The New Stack Podcast

Over Time, Kubernetes May Take Over The Entire Lifecycle Of Applications

Episode Summary

CoreOS has been in the ecosystem of containerization from the very beginning. In fact it was the first company to introduce an enterprise product (Tectonic) around Kubernetes. Today Kubernetes is everywhere. Even Docker and Cloud Foundry are using it. All three major cloud providers - AWS, Microsoft Azure and Google Compute Engine support Kubernetes. What makes Kubernetes unique? Brandon Philips, CTO and co-founder of CoreOS, explained in an interview, that traditionally Open Source technologies created commoditized alternatives to dominant closed source technologies. Kubernetes has been an exception. “Linux was a competitor to UNIX, Apache web server was a competitor to Apache IIS. What is Kubernetes competing against? There was no closed source product that we were competing against,” said Philips. Watch on YouTube: https://youtu.be/c-EQLB_GFjE

Episode Notes

CoreOS has been in the ecosystem of containerization from the very beginning. In fact it was the first company to introduce an enterprise product (Tectonic) around Kubernetes. Today Kubernetes is everywhere. Even Docker and Cloud Foundry are using it. All three major cloud providers - AWS, Microsoft Azure and Google Compute Engine support Kubernetes.
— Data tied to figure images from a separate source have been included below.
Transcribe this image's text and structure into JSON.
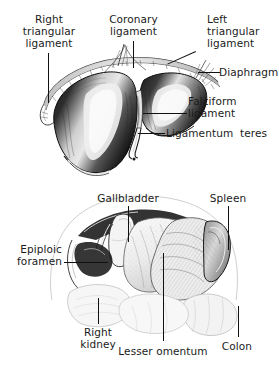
{
  "figure": {
    "background_color": "#ffffff",
    "ink_color": "#111111",
    "label_color": "#1b1b1b",
    "panels": [
      {
        "id": "upper",
        "name": "liver-anterior-view",
        "description": "Anterior view of the liver showing right and left lobes with peritoneal ligaments and diaphragm reflections"
      },
      {
        "id": "lower",
        "name": "upper-abdominal-viscera-view",
        "description": "Upper abdominal viscera with liver retracted showing gallbladder, lesser omentum, spleen, colon, right kidney and epiploic foramen"
      }
    ]
  },
  "labels": {
    "right_triangular_ligament": "Right\ntriangular\nligament",
    "coronary_ligament": "Coronary\nligament",
    "left_triangular_ligament": "Left\ntriangular\nligament",
    "diaphragm": "Diaphragm",
    "falciform_ligament": "Falciform\nligament",
    "ligamentum_teres": "Ligamentum  teres",
    "gallbladder": "Gallbladder",
    "spleen": "Spleen",
    "epiploic_foramen": "Epiploic\nforamen",
    "right_kidney": "Right\nkidney",
    "lesser_omentum": "Lesser omentum",
    "colon": "Colon"
  }
}
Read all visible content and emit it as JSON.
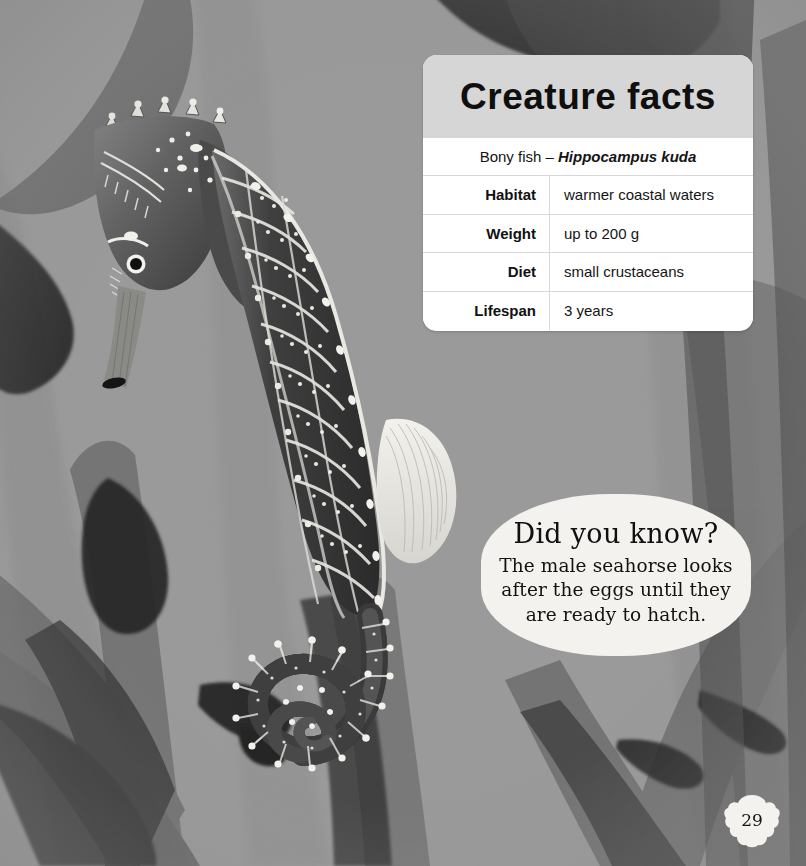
{
  "page": {
    "background_color": "#9a9a9a",
    "number": "29",
    "badge_shape": "scallop-shell"
  },
  "facts_card": {
    "title": "Creature facts",
    "subtitle_prefix": "Bony fish – ",
    "subtitle_scientific_name": "Hippocampus kuda",
    "header_bg": "#d6d6d6",
    "body_bg": "#ffffff",
    "rows": [
      {
        "label": "Habitat",
        "value": "warmer coastal waters"
      },
      {
        "label": "Weight",
        "value": "up to 200 g"
      },
      {
        "label": "Diet",
        "value": "small crustaceans"
      },
      {
        "label": "Lifespan",
        "value": "3 years"
      }
    ]
  },
  "did_you_know": {
    "heading": "Did you know?",
    "line1": "The male seahorse looks",
    "line2": "after the eggs until they",
    "line3": "are ready to hatch.",
    "bubble_color": "#f4f2ee"
  },
  "illustration": {
    "subject": "seahorse",
    "description": "Grayscale scientific illustration of a Hippocampus kuda seahorse with armored body plates, white dots, dorsal fin and coiled tail",
    "background_elements": "translucent watercolour seaweed / kelp fronds",
    "palette": {
      "water": "#9a9a9a",
      "seaweed_light": "#8d8d8d",
      "seaweed_mid": "#6f6f6f",
      "seaweed_dark": "#3c3c3c",
      "seaweed_darkest": "#232323",
      "creature_body": "#4a4a4a",
      "creature_highlight": "#e8e8e4"
    }
  }
}
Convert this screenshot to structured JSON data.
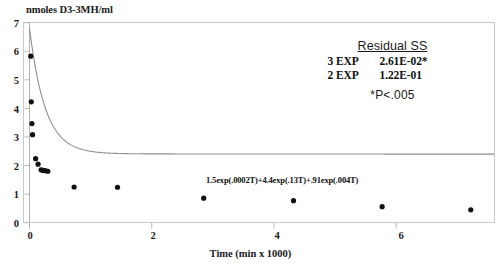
{
  "chart_data": {
    "type": "scatter",
    "title": "",
    "ylabel": "nmoles D3-3MH/ml",
    "xlabel": "Time (min x 1000)",
    "xlim": [
      0,
      7.6
    ],
    "ylim": [
      0,
      7
    ],
    "x_ticks": [
      "0",
      "2",
      "4",
      "6"
    ],
    "x_tick_values": [
      0,
      2,
      4,
      6
    ],
    "y_ticks": [
      "0",
      "1",
      "2",
      "3",
      "4",
      "5",
      "6",
      "7"
    ],
    "y_tick_values": [
      0,
      1,
      2,
      3,
      4,
      5,
      6,
      7
    ],
    "grid": false,
    "legend_position": "top-right",
    "marker": "filled-circle",
    "marker_color": "#111111",
    "fit_line_color": "#8a8a8a",
    "series": [
      {
        "name": "D3-3MH plasma concentration",
        "x": [
          0.02,
          0.03,
          0.04,
          0.05,
          0.1,
          0.14,
          0.19,
          0.22,
          0.26,
          0.3,
          0.73,
          1.44,
          2.85,
          4.32,
          5.77,
          7.22
        ],
        "y": [
          5.83,
          4.23,
          3.47,
          3.08,
          2.24,
          2.05,
          1.85,
          1.83,
          1.82,
          1.8,
          1.25,
          1.24,
          0.86,
          0.77,
          0.56,
          0.45
        ]
      }
    ],
    "fit_curve": {
      "name": "3-exponential fit",
      "equation": "1.5exp(.0002T)+4.4exp(.13T)+.91exp(.004T)",
      "terms": [
        {
          "coefficient": 1.5,
          "rate": 0.0002
        },
        {
          "coefficient": 4.4,
          "rate": 0.13
        },
        {
          "coefficient": 0.91,
          "rate": 0.004
        }
      ]
    },
    "annotations": {
      "equation_text": "1.5exp(.0002T)+4.4exp(.13T)+.91exp(.004T)",
      "residual_heading": "Residual SS",
      "residual_rows": [
        {
          "model": "3 EXP",
          "value": "2.61E-02*"
        },
        {
          "model": "2 EXP",
          "value": "1.22E-01"
        }
      ],
      "significance_note": "*P<.005"
    }
  }
}
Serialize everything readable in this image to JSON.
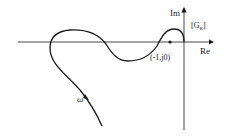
{
  "diagram": {
    "type": "nyquist-plot",
    "axes": {
      "real_label": "Re",
      "imag_label": "Im"
    },
    "plane_label": "[G",
    "plane_label_sub": "K",
    "plane_label_close": "]",
    "critical_point_label": "(-1,j0)",
    "frequency_label": "ω",
    "colors": {
      "stroke": "#1a1a1a",
      "background": "#ffffff"
    }
  }
}
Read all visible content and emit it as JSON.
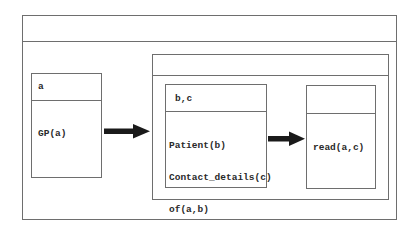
{
  "diagram": {
    "type": "nested-drs",
    "outer_box": {
      "header": "",
      "left_box": {
        "referents": "a",
        "conditions": [
          "GP(a)"
        ]
      },
      "implication_1": "arrow-right",
      "consequent_container": {
        "header": "",
        "antecedent_box": {
          "referents": "b,c",
          "conditions": [
            "Patient(b)",
            "Contact_details(c)",
            "of(a,b)",
            "of(b,c)"
          ]
        },
        "implication_2": "arrow-right",
        "consequent_box": {
          "referents": "",
          "conditions": [
            "read(a,c)"
          ]
        }
      }
    },
    "colors": {
      "border": "#6e6e6e",
      "arrow": "#1a1a1a",
      "text": "#2a2a2a",
      "background": "#ffffff"
    }
  }
}
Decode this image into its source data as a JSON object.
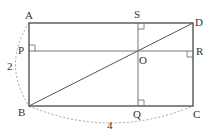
{
  "diagram": {
    "type": "geometry",
    "points": {
      "A": {
        "label": "A",
        "x": 29,
        "y": 23
      },
      "D": {
        "label": "D",
        "x": 193,
        "y": 23
      },
      "B": {
        "label": "B",
        "x": 29,
        "y": 106
      },
      "C": {
        "label": "C",
        "x": 193,
        "y": 106
      },
      "S": {
        "label": "S",
        "x": 138,
        "y": 23
      },
      "Q": {
        "label": "Q",
        "x": 138,
        "y": 106
      },
      "P": {
        "label": "P",
        "x": 29,
        "y": 51
      },
      "R": {
        "label": "R",
        "x": 193,
        "y": 51
      },
      "O": {
        "label": "O",
        "x": 138,
        "y": 51
      }
    },
    "dimensions": {
      "side_ab": "2",
      "side_bc": "4"
    },
    "colors": {
      "line": "#555555",
      "dashed": "#888888",
      "text": "#333333"
    }
  }
}
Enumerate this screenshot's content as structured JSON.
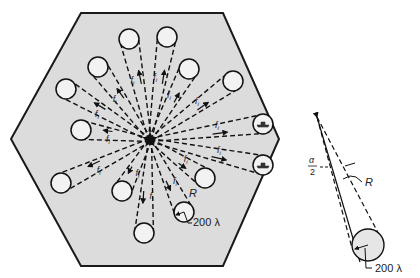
{
  "figure": {
    "hexagon": {
      "points": [
        [
          81,
          13
        ],
        [
          223,
          13
        ],
        [
          279,
          139
        ],
        [
          223,
          266
        ],
        [
          81,
          266
        ],
        [
          11,
          139
        ]
      ],
      "fill": "#dcdcdc",
      "stroke": "#1a1a1a"
    },
    "center": [
      150,
      140
    ],
    "beam_label": "f",
    "beam_label_sub": "i",
    "targets": [
      {
        "x": 129,
        "y": 39,
        "ship": false
      },
      {
        "x": 167,
        "y": 37,
        "ship": false
      },
      {
        "x": 189,
        "y": 69,
        "ship": false
      },
      {
        "x": 233,
        "y": 81,
        "ship": false
      },
      {
        "x": 263,
        "y": 124,
        "ship": true
      },
      {
        "x": 263,
        "y": 165,
        "ship": true
      },
      {
        "x": 205,
        "y": 178,
        "ship": false
      },
      {
        "x": 184,
        "y": 212,
        "ship": false
      },
      {
        "x": 144,
        "y": 233,
        "ship": false
      },
      {
        "x": 122,
        "y": 191,
        "ship": false
      },
      {
        "x": 61,
        "y": 183,
        "ship": false
      },
      {
        "x": 81,
        "y": 130,
        "ship": false
      },
      {
        "x": 66,
        "y": 89,
        "ship": false
      },
      {
        "x": 98,
        "y": 67,
        "ship": false
      }
    ],
    "labels": {
      "range": "R",
      "alpha": "α",
      "half": "2",
      "spot_size": "200 λ",
      "spot_size_detail": "200 λ"
    },
    "detail": {
      "apex": [
        317,
        117
      ],
      "circle": [
        368,
        245
      ],
      "radius": 16
    }
  }
}
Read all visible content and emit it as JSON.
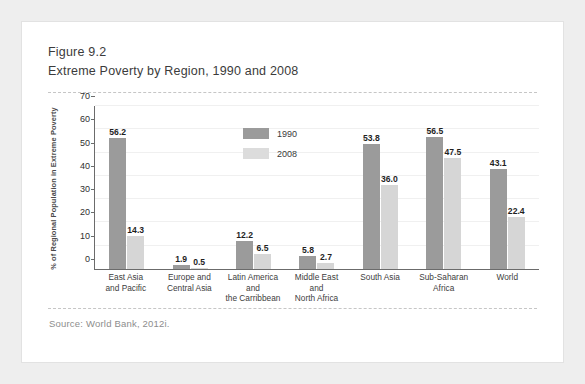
{
  "figure": {
    "number": "Figure 9.2",
    "title": "Extreme Poverty by Region, 1990 and 2008",
    "source": "Source: World Bank, 2012i."
  },
  "colors": {
    "series_1990": "#9b9b9b",
    "series_2008": "#d6d6d6",
    "axis": "#6b6b6b",
    "card_background": "#ffffff",
    "page_background": "#eeeeee"
  },
  "chart_data": {
    "type": "bar",
    "title": "Extreme Poverty by Region, 1990 and 2008",
    "xlabel": "",
    "ylabel": "% of Regional Population in Extreme Poverty",
    "ylim": [
      0,
      70
    ],
    "yticks": [
      0,
      10,
      20,
      30,
      40,
      50,
      60,
      70
    ],
    "grid": true,
    "legend_position": "top-center",
    "categories": [
      "East Asia and Pacific",
      "Europe and Central Asia",
      "Latin America and the Carribbean",
      "Middle East and North Africa",
      "South Asia",
      "Sub-Saharan Africa",
      "World"
    ],
    "category_lines": [
      [
        "East Asia",
        "and Pacific"
      ],
      [
        "Europe and",
        "Central Asia"
      ],
      [
        "Latin America",
        "and",
        "the Carribbean"
      ],
      [
        "Middle East",
        "and",
        "North Africa"
      ],
      [
        "South Asia"
      ],
      [
        "Sub-Saharan",
        "Africa"
      ],
      [
        "World"
      ]
    ],
    "series": [
      {
        "name": "1990",
        "values": [
          56.2,
          1.9,
          12.2,
          5.8,
          53.8,
          56.5,
          43.1
        ]
      },
      {
        "name": "2008",
        "values": [
          14.3,
          0.5,
          6.5,
          2.7,
          36.0,
          47.5,
          22.4
        ]
      }
    ],
    "value_labels": [
      [
        "56.2",
        "14.3"
      ],
      [
        "1.9",
        "0.5"
      ],
      [
        "12.2",
        "6.5"
      ],
      [
        "5.8",
        "2.7"
      ],
      [
        "53.8",
        "36.0"
      ],
      [
        "56.5",
        "47.5"
      ],
      [
        "43.1",
        "22.4"
      ]
    ]
  }
}
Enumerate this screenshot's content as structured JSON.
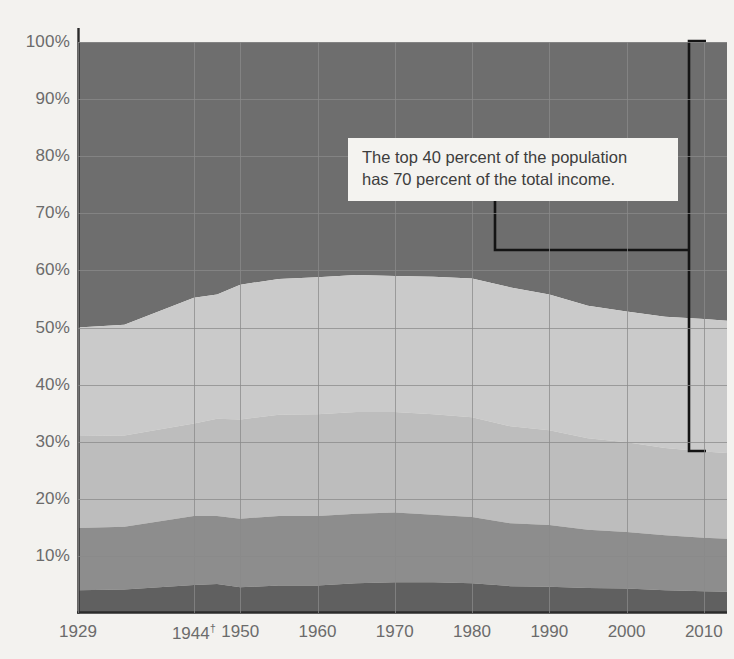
{
  "chart_data": {
    "type": "area",
    "title": "",
    "subtitle": "",
    "xlabel": "",
    "ylabel": "",
    "stacked": true,
    "percent_stacked": true,
    "grid": true,
    "legend_position": "none",
    "xlim": [
      1929,
      2013
    ],
    "ylim": [
      0,
      100
    ],
    "y_ticks": [
      10,
      20,
      30,
      40,
      50,
      60,
      70,
      80,
      90,
      100
    ],
    "y_tick_labels": [
      "10%",
      "20%",
      "30%",
      "40%",
      "50%",
      "60%",
      "70%",
      "80%",
      "90%",
      "100%"
    ],
    "x_ticks": [
      1929,
      1944,
      1950,
      1960,
      1970,
      1980,
      1990,
      2000,
      2010
    ],
    "x_tick_labels": [
      "1929",
      "1944†",
      "1950",
      "1960",
      "1970",
      "1980",
      "1990",
      "2000",
      "2010"
    ],
    "x": [
      1929,
      1935,
      1944,
      1947,
      1950,
      1955,
      1960,
      1965,
      1970,
      1975,
      1980,
      1985,
      1990,
      1995,
      2000,
      2005,
      2010,
      2013
    ],
    "series": [
      {
        "name": "Lowest fifth",
        "color": "#606060",
        "values": [
          4.0,
          4.1,
          4.9,
          5.1,
          4.5,
          4.8,
          4.8,
          5.2,
          5.4,
          5.4,
          5.2,
          4.7,
          4.6,
          4.4,
          4.3,
          4.0,
          3.8,
          3.7
        ]
      },
      {
        "name": "Second fifth",
        "color": "#8d8d8d",
        "values": [
          10.9,
          11.0,
          12.1,
          11.9,
          12.0,
          12.2,
          12.2,
          12.2,
          12.2,
          11.8,
          11.6,
          11.0,
          10.8,
          10.2,
          9.9,
          9.6,
          9.4,
          9.3
        ]
      },
      {
        "name": "Third fifth",
        "color": "#bdbdbd",
        "values": [
          16.1,
          16.0,
          16.2,
          17.0,
          17.4,
          17.7,
          17.8,
          17.8,
          17.6,
          17.6,
          17.5,
          17.0,
          16.6,
          16.0,
          15.7,
          15.3,
          15.1,
          15.0
        ]
      },
      {
        "name": "Fourth fifth",
        "color": "#cacaca",
        "values": [
          19.0,
          19.4,
          22.0,
          21.8,
          23.6,
          23.8,
          24.0,
          24.0,
          23.8,
          24.1,
          24.3,
          24.3,
          23.8,
          23.2,
          22.9,
          23.0,
          23.2,
          23.2
        ]
      },
      {
        "name": "Highest fifth",
        "color": "#6e6e6e",
        "values": [
          50.0,
          49.5,
          44.8,
          44.2,
          42.5,
          41.5,
          41.2,
          40.8,
          41.0,
          41.1,
          41.4,
          43.0,
          44.2,
          46.2,
          47.2,
          48.1,
          48.5,
          48.8
        ]
      }
    ],
    "boundaries_cumulative_note": "Cumulative top-of-band values: band1 ~4-5%, band2 ~15-17%, band3 ~31-33%, band4 ~50-60% (top of fourth fifth), band5 = 100%",
    "annotation": {
      "lines": [
        "The top 40 percent of the population",
        "has 70 percent of the total income."
      ],
      "bracket_from_percent": 100,
      "bracket_to_percent": 30,
      "bracket_at_year": 2011
    },
    "footnote_marker": "†"
  },
  "colors": {
    "background": "#f3f2ef",
    "axis": "#2b2b2b",
    "gridline": "#8a8a8a",
    "tick_text": "#6b6b6b",
    "annotation_bg": "#f4f3f0",
    "annotation_text": "#3d3d3d",
    "leader_line": "#141414"
  }
}
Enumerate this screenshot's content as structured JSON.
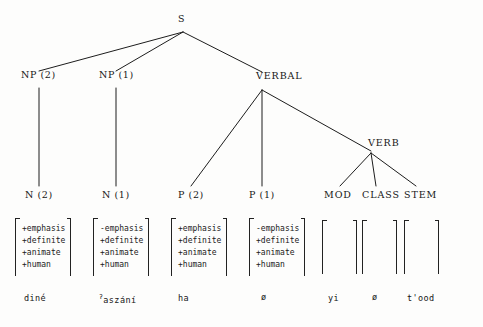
{
  "diagram": {
    "kind": "syntactic-tree-with-feature-matrices",
    "language_example": "Navajo",
    "nodes": {
      "s": "S",
      "np2": "NP (2)",
      "np1": "NP (1)",
      "verbal": "VERBAL",
      "verb": "VERB",
      "n2": "N (2)",
      "n1": "N (1)",
      "p2": "P (2)",
      "p1": "P (1)",
      "mod": "MOD",
      "class": "CLASS",
      "stem": "STEM"
    },
    "matrices": [
      {
        "id": "matrix-n2",
        "features": [
          "+emphasis",
          "+definite",
          "+animate",
          "+human"
        ],
        "word": "diné",
        "word_prefix": "",
        "empty": false
      },
      {
        "id": "matrix-n1",
        "features": [
          "-emphasis",
          "+definite",
          "+animate",
          "+human"
        ],
        "word": "aszání",
        "word_prefix": "ʔ",
        "empty": false
      },
      {
        "id": "matrix-p2",
        "features": [
          "+emphasis",
          "+definite",
          "+animate",
          "+human"
        ],
        "word": "ha",
        "word_prefix": "",
        "empty": false
      },
      {
        "id": "matrix-p1",
        "features": [
          "-emphasis",
          "+definite",
          "+animate",
          "+human"
        ],
        "word": "ø",
        "word_prefix": "",
        "empty": false
      },
      {
        "id": "matrix-mod",
        "features": [],
        "word": "yi",
        "word_prefix": "",
        "empty": true
      },
      {
        "id": "matrix-class",
        "features": [],
        "word": "ø",
        "word_prefix": "",
        "empty": true
      },
      {
        "id": "matrix-stem",
        "features": [],
        "word": "t'ood",
        "word_prefix": "",
        "empty": true
      }
    ],
    "colors": {
      "ink": "#1a1a1a",
      "background": "#fdfdfc"
    }
  }
}
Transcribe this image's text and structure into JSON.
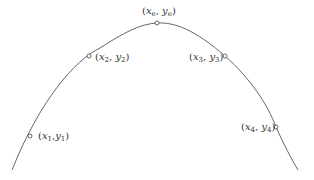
{
  "diagram": {
    "type": "parabolic-curve-with-labeled-points",
    "curve": {
      "stroke_color": "#555555",
      "start": [
        12,
        170
      ],
      "end": [
        298,
        170
      ]
    },
    "marker_color": "#555555",
    "points": [
      {
        "id": "p1",
        "x": 30,
        "y": 136,
        "var_x": "x",
        "sub_x": "1",
        "var_y": "y",
        "sub_y": "1",
        "label_left": 38,
        "label_top": 131,
        "comma": ","
      },
      {
        "id": "p2",
        "x": 89,
        "y": 56,
        "var_x": "x",
        "sub_x": "2",
        "var_y": "y",
        "sub_y": "2",
        "label_left": 95,
        "label_top": 52,
        "comma": ", "
      },
      {
        "id": "pe",
        "x": 157,
        "y": 23,
        "var_x": "x",
        "sub_x": "e",
        "var_y": "y",
        "sub_y": "e",
        "label_left": 143,
        "label_top": 6,
        "comma": ", "
      },
      {
        "id": "p3",
        "x": 225,
        "y": 56,
        "var_x": "x",
        "sub_x": "3",
        "var_y": "y",
        "sub_y": "3",
        "label_left": 189,
        "label_top": 52,
        "comma": ", "
      },
      {
        "id": "p4",
        "x": 276,
        "y": 127,
        "var_x": "x",
        "sub_x": "4",
        "var_y": "y",
        "sub_y": "4",
        "label_left": 241,
        "label_top": 122,
        "comma": ", "
      }
    ]
  },
  "labels": {
    "p1": {
      "open": "(",
      "x": "x",
      "sx": "1",
      "comma": ",",
      "y": "y",
      "sy": "1",
      "close": ")"
    },
    "p2": {
      "open": "(",
      "x": "x",
      "sx": "2",
      "comma": ", ",
      "y": "y",
      "sy": "2",
      "close": ")"
    },
    "pe": {
      "open": "(",
      "x": "x",
      "sx": "e",
      "comma": ", ",
      "y": "y",
      "sy": "e",
      "close": ")"
    },
    "p3": {
      "open": "(",
      "x": "x",
      "sx": "3",
      "comma": ", ",
      "y": "y",
      "sy": "3",
      "close": ")"
    },
    "p4": {
      "open": "(",
      "x": "x",
      "sx": "4",
      "comma": ", ",
      "y": "y",
      "sy": "4",
      "close": ")"
    }
  }
}
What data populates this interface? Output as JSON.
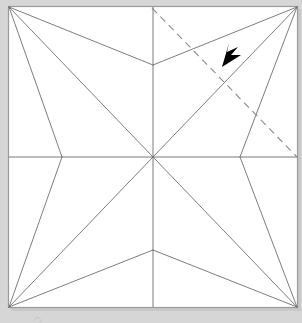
{
  "diagram": {
    "type": "origami-crease-pattern",
    "paper": {
      "shape": "square",
      "x": 8,
      "y": 6,
      "width": 290,
      "height": 302,
      "fill": "#ffffff",
      "stroke": "#9a9a9a",
      "stroke_width": 1.2
    },
    "background_color": "#d6d6d6",
    "shadow_color": "#bdbdbd",
    "crease_color": "#6e6e6e",
    "crease_width": 0.9,
    "fold_line_color": "#8c8c8c",
    "fold_line_width": 1.1,
    "fold_line_dash": "7 5",
    "arrow_color": "#000000",
    "vertices": [
      {
        "name": "corner-top-left",
        "x": 9,
        "y": 7
      },
      {
        "name": "corner-top-right",
        "x": 297,
        "y": 7
      },
      {
        "name": "corner-bottom-left",
        "x": 9,
        "y": 307
      },
      {
        "name": "corner-bottom-right",
        "x": 297,
        "y": 307
      },
      {
        "name": "center",
        "x": 153,
        "y": 157
      },
      {
        "name": "top-center-vertex",
        "x": 153,
        "y": 65
      },
      {
        "name": "bottom-center-vertex",
        "x": 153,
        "y": 250
      },
      {
        "name": "left-mid-vertex",
        "x": 62,
        "y": 157
      },
      {
        "name": "right-mid-vertex",
        "x": 240,
        "y": 157
      },
      {
        "name": "top-edge-midpoint",
        "x": 153,
        "y": 7
      },
      {
        "name": "bottom-edge-midpoint",
        "x": 153,
        "y": 307
      },
      {
        "name": "left-edge-midpoint",
        "x": 9,
        "y": 157
      },
      {
        "name": "right-edge-midpoint",
        "x": 297,
        "y": 157
      }
    ],
    "axis_creases": [
      {
        "name": "vertical-center-crease",
        "x1": 153,
        "y1": 7,
        "x2": 153,
        "y2": 307
      },
      {
        "name": "horizontal-center-crease",
        "x1": 9,
        "y1": 157,
        "x2": 297,
        "y2": 157
      }
    ],
    "creases": [
      {
        "name": "crease-tl-to-top-center",
        "x1": 9,
        "y1": 7,
        "x2": 153,
        "y2": 65
      },
      {
        "name": "crease-tl-to-center",
        "x1": 9,
        "y1": 7,
        "x2": 153,
        "y2": 157
      },
      {
        "name": "crease-tl-to-left-mid",
        "x1": 9,
        "y1": 7,
        "x2": 62,
        "y2": 157
      },
      {
        "name": "crease-tr-to-top-center",
        "x1": 297,
        "y1": 7,
        "x2": 153,
        "y2": 65
      },
      {
        "name": "crease-tr-to-center",
        "x1": 297,
        "y1": 7,
        "x2": 153,
        "y2": 157
      },
      {
        "name": "crease-tr-to-right-mid",
        "x1": 297,
        "y1": 7,
        "x2": 240,
        "y2": 157
      },
      {
        "name": "crease-bl-to-left-mid",
        "x1": 9,
        "y1": 307,
        "x2": 62,
        "y2": 157
      },
      {
        "name": "crease-bl-to-center",
        "x1": 9,
        "y1": 307,
        "x2": 153,
        "y2": 157
      },
      {
        "name": "crease-bl-to-bottom-center",
        "x1": 9,
        "y1": 307,
        "x2": 153,
        "y2": 250
      },
      {
        "name": "crease-br-to-right-mid",
        "x1": 297,
        "y1": 307,
        "x2": 240,
        "y2": 157
      },
      {
        "name": "crease-br-to-center",
        "x1": 297,
        "y1": 307,
        "x2": 153,
        "y2": 157
      },
      {
        "name": "crease-br-to-bottom-center",
        "x1": 297,
        "y1": 307,
        "x2": 153,
        "y2": 250
      }
    ],
    "fold_line": {
      "name": "dashed-fold-line",
      "x1": 152,
      "y1": 8,
      "x2": 297,
      "y2": 157
    },
    "arrow": {
      "name": "fold-direction-arrow",
      "tip_x": 222,
      "tip_y": 67,
      "direction": "down-left",
      "shaft_x1": 243,
      "shaft_y1": 48,
      "shaft_x2": 226,
      "shaft_y2": 63
    },
    "stray_mark": {
      "name": "page-artifact-mark",
      "x": 37,
      "y": 317
    }
  }
}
What makes Kubernetes unique? Brandon Philips, CTO and co-founder of CoreOS, explained in an interview, that traditionally Open Source technologies created commoditized alternatives to dominant closed source technologies. Kubernetes has been an exception. “Linux was a competitor to UNIX, Apache web server was a competitor to Apache IIS. What is Kubernetes competing against? There was no closed source product that we were competing against,” said Philips.